First, I set the algorithms' "N" parameter so that they all give the same speed of response to an increase in hash rate (red bars). To give Digishield a fair chance, I removed the 6-block MTP delay. I had to lower its N value from 17 to 13 blocks to make it as fast as the others. I could have raised the other algo's N value instead, but I wanted a faster response than Digishield normally gives (based on watching hash attacks on Zcash and Hush). Also based on those attacks and attacks on other coins, I make my "test attack" below 3x the basline hashrate (red bars) and last for 30 blocks.
Then I simulate real hash attacks starting when difficulty accidentally drops 15% below baseline and end when difficulty is 30% above baseline. I used 3x attacks, but I get the same results for a wide range of attacks. The only clear advantage LWMA and EMA have over Digishield is fewer delays after attacks. The combination of the delay and "blocks stolen" metrics closely follows the result given by a root-mean-square of the error between where difficulty is and where it should be (based on the hash rate). LWMA wins on that metric also for a wide range of hash attack profiles.

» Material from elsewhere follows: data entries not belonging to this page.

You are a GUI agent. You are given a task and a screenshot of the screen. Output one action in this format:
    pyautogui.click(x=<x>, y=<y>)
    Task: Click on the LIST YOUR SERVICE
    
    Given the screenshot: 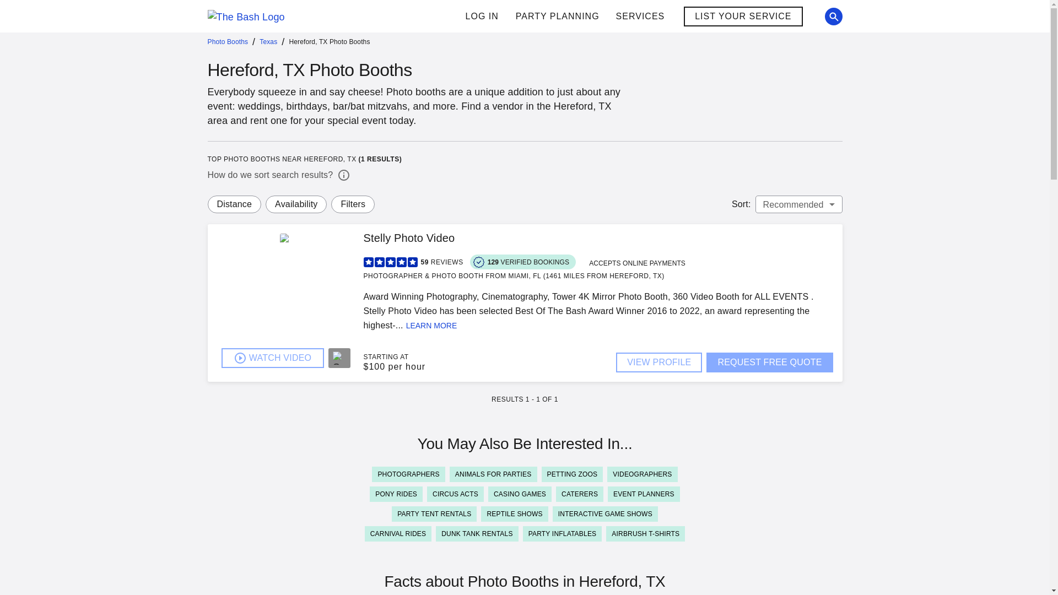 What is the action you would take?
    pyautogui.click(x=743, y=16)
    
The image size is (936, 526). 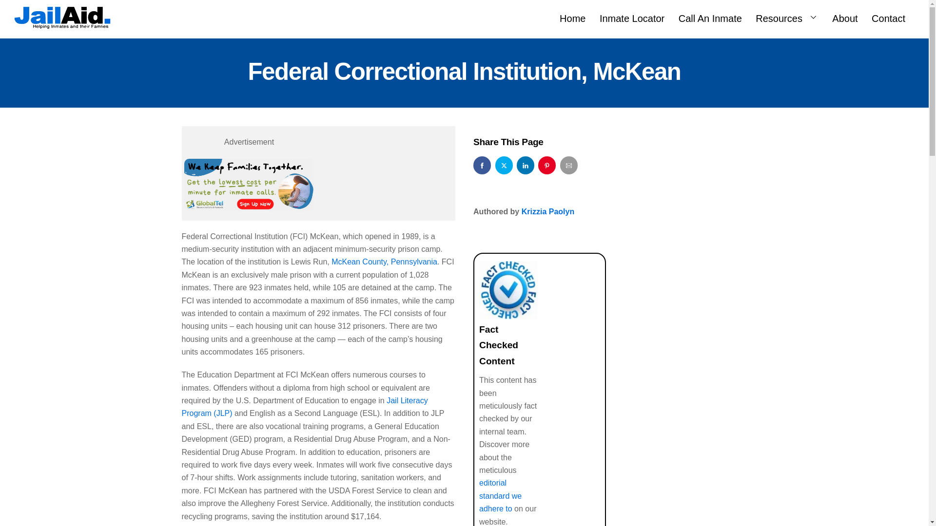 I want to click on Resources, so click(x=787, y=17).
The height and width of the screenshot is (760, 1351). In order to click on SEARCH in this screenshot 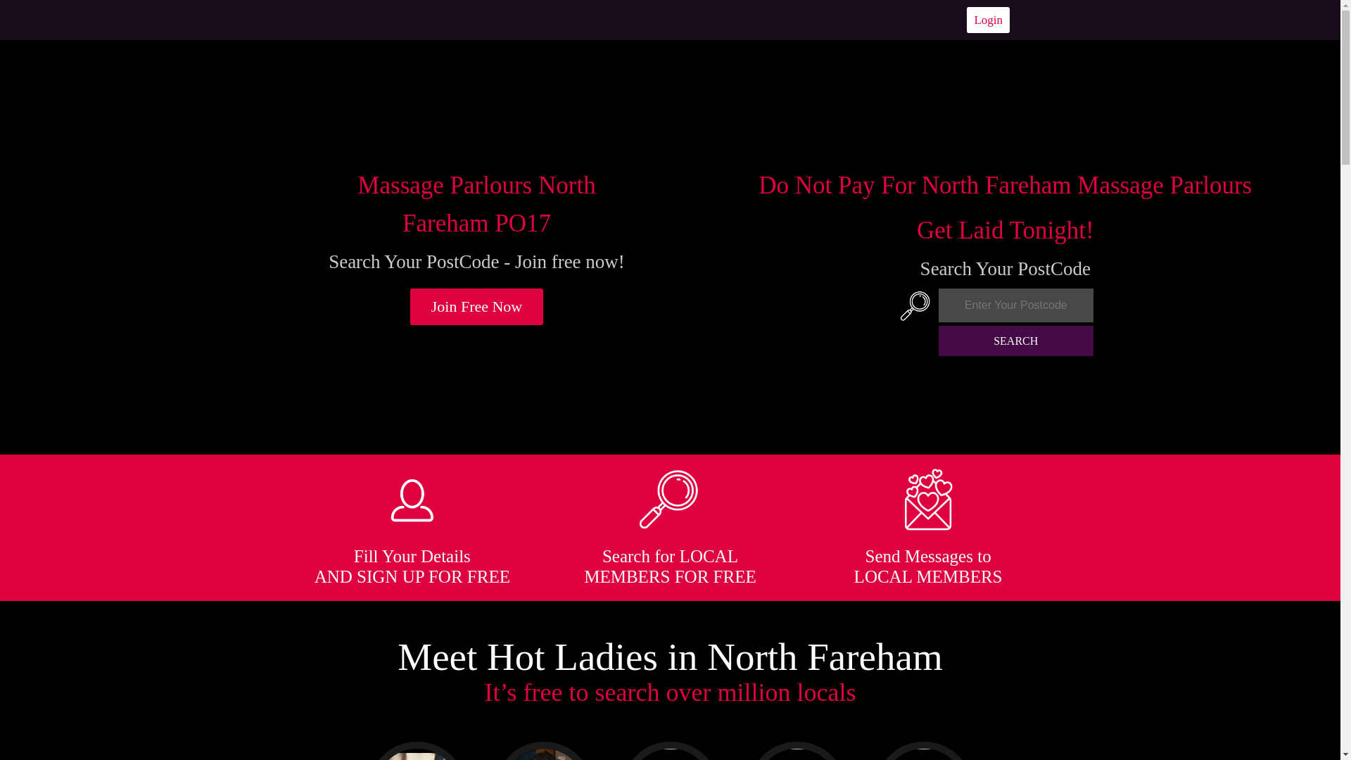, I will do `click(1016, 340)`.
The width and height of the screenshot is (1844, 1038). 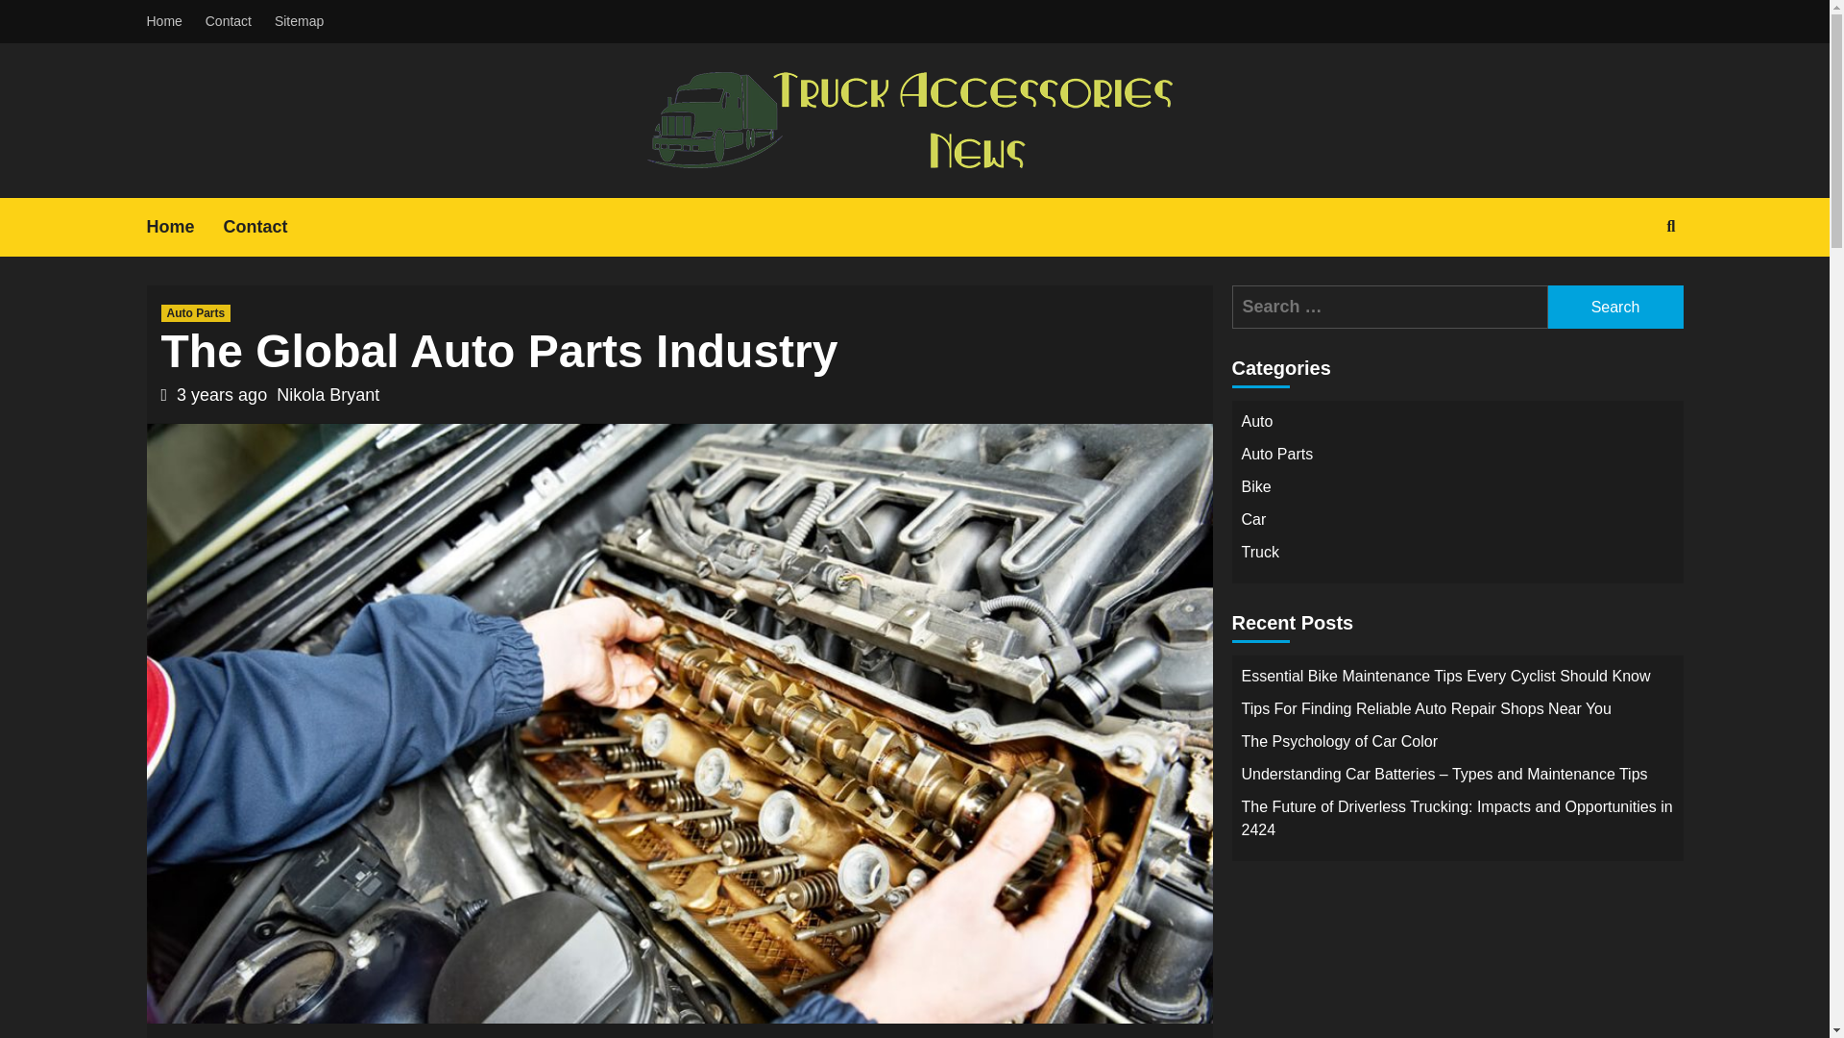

I also consider their stability during constant hash rate.
Here is my spreadsheet for testing algorithms I've spent 9 months devising algorithms, learning from others, and running simulations in it.
Here's Hush with Zcash's Digishield compared to Masari with LWMA. Hush was 10x the market capitalization of Masari when these were done (so it should have been more stable). The beginning of Masari was after it forked to LWMA and attackers were still trying to see if they could profit.